The Swatantra Party’s principles and the policies it commends are the only policies and principles that can help general welfare and national progress.
The detractors of the Swatantra Party, PM Nehru included, used to dismiss it as a reactionary party serving the business interest. The party’s advocacy of pro-market policy (competition, low entry barrier, less taxation, easy regulation, etc.) were dismissed as masking the interests of the Bombay business houses. It fell upon C Rajagopalachari to lay out the difference between pro-business and pro-market policies in an article published on July 6, 1968. In the article, Rajaji laid out the need for a market-driven economy to generate prosperity for all; took dig at big businesses which had a vested interest in maintaining socialist controls; and decried the lack of nuance in the public discourse to make the distinction between freedom and cronyism.
Rajaji’s advocacy of market capitalism has bearing today for a relatively liberalized but still crony and stagnant Indian economy. Produced below is the full text of the article-
There can be nothing more untrue than the notion that still persists among people who ought to be better informed but who do not care to enquire, that the Swatantra Party works for rich people. The Swatantra Party works to propagate truth, to educate people who have undertaken the difficult tasks of democracy in the truth that economic progress rests on healthy competition and on the incentives that make people work for their own advantage while also serving the nation. The party works to make people see that management by Government means management by inefficient and uninterested officials or the creation of monopolies for favoured licencees who are interested in making more for themselves than for their customers or for the general public.
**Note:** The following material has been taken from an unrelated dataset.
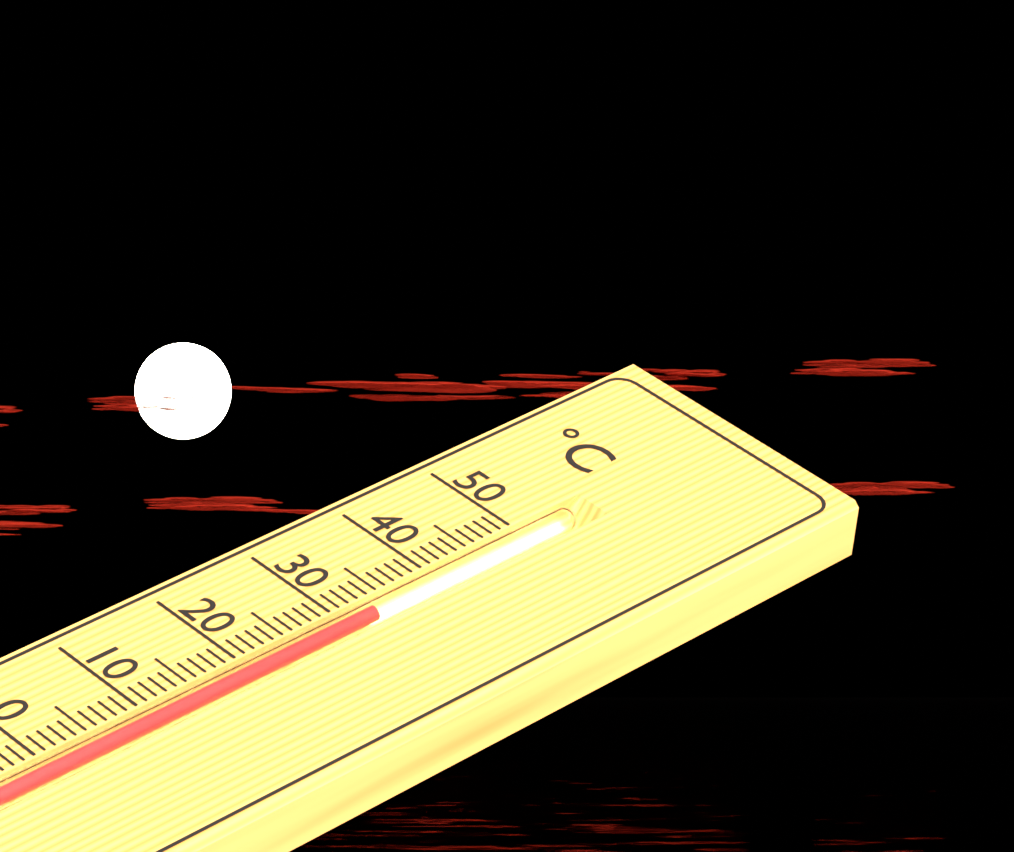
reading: 33 °C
The Swatantra Party finds some help from some moneyed individuals because it has to find it somehow. But these people give help, not to win politicians to serve their personal or group interests but because they are convinced that the economic principles advocated by the Swatantra Party are correct principles and will contribute to the national good. But there is nothing harder than to get money from wealthy folk even for a good cause which they appreciate and accept as right in principle. The Swatantra Party has learnt, as libertarians have learnt in other countries, those big businessmen cannot be relied upon as good allies in the battle against government’s encroachments. Businessmen will often advocate tariffs, import prohibitions and restrictions on competition because they think rightly or wrongly that these interventions will be in their personal interest or in the interest of their companies, and are not concerned whether they may be at the expense of the general public. Many businessmen do not realize or reflect on what the actual consequences will be of the particular measures they propose or support. They do not perceive the cumulative debilitating effects of growing restrictions on human liberty.
Most often businessmen acquiesce in controls out of sheer timidity. In the capitalistic system, there is a tendency towards self-destruction. Big businessmen facing direct attack display much cowardice. Truth must and will triumph at last. But this may take far too long a time for the national economy to wait. We want success in the elections and resulting strength in the State and Central legislatures in order to hasten the victory of reality over illusion. Parliamentary democracy has made this necessary, because it is a form of government in which the relatively ill-informed get power, and in India, this takes a very acute shape. In fact, without disrespect, I may say the Government in India is nearly as illiterate in the effective sense, as the electorate is in the ordinary sense. It is Government of the illiterate by the illiterate but unfortunately not for the illiterate. The national good can be served only by those who are truly educated and are motivated not by a party or personal interests but by an ardent desire to lift the nation up from poverty and bankruptcy to solvency.
Calumny has had a start and it keeps on maintaining the falsehood that the Swatantra Party is a rich men’s lobby. The rich men know where to go; they go to the party in power. “Be thou as chaste as ice, as pure as snow, thou shalt not escape calumny.” I make bold to assert that the Swatantra Party has never once stood up for untruth or to help any single rich exploiter at the cost of justice or fair play. The Party has stood for reduction of taxes and for reduction of public expenditure. This is because such a reduction is good for the nation since it increases savings and productive investment of such savings. The Swatantra Party’s principles and the policies it commends are the only policies and principles that can help general welfare and national progress.
The original text could be accessed here.
IndianLiberals.in is an online library of all Indian liberal writings, lectures and other materials in English and other Indian regional languages. The material that has been collected so far contains liberal commentary dating from the early 19th century till the present. The portal helps preserve an often unknown but very rich Indian liberal tradition and explain the relevance of the writings in today’s context.